Who appoints the mutawalli and how can the office become vacant?
The waqif appoints the first mutawalli and may lay down a scheme for succession; he may name himself, his descendants, any other person (including a female where duties are not exclusively spiritual), or a non-Muslim. If the deed is silent on succession, a fresh appointment may be made by the founder if alive, then his executor, then the mutawalli on his death-bed (where the office is not hereditary), and failing all three by the Court. After the 1995 Act, the State Government, in consultation with the Board, exercises this supervisory power, and where the office is vacant with no provision in the deed the Waqf Board itself appoints under Section 63. The office is not heritable as of right under personal law; it may be hereditary only by strict-proof custom.

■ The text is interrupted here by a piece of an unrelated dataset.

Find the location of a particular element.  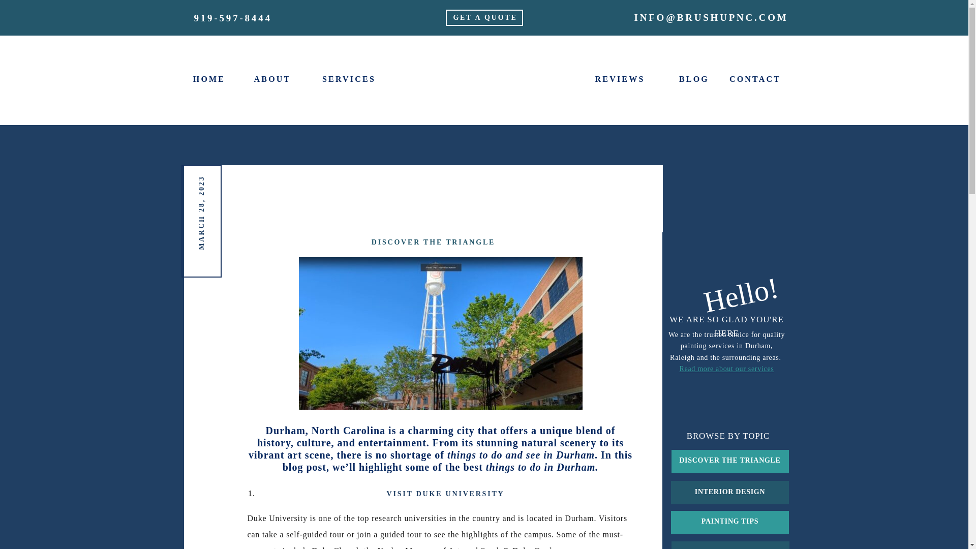

HOME MAINTENANCE is located at coordinates (733, 545).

How does a waqf differ from an English trust and from a Hindu endowment?
Three distinctions matter. First, in a waqf the property is treated as having vested in the Almighty, not in the mutawalli; the mutawalli manages but does not own. The Indian Trusts Act 1882 in terms exempts waqfs. Second, a waqf is nevertheless a "trust" for the limited purpose of Section 92 of the CPC, so suits for the proper administration of public waqfs may be brought under that section. Third, the office of mutawalli is not property in the sense in which the office of Hindu shebait sometimes is; mutawalliship is not heritable as of right, not transferable, and forfeitable for misconduct. The Privy Council in Vidya Varuthi v. Balusami Ayyar set this framework and Indian courts have followed it consistently.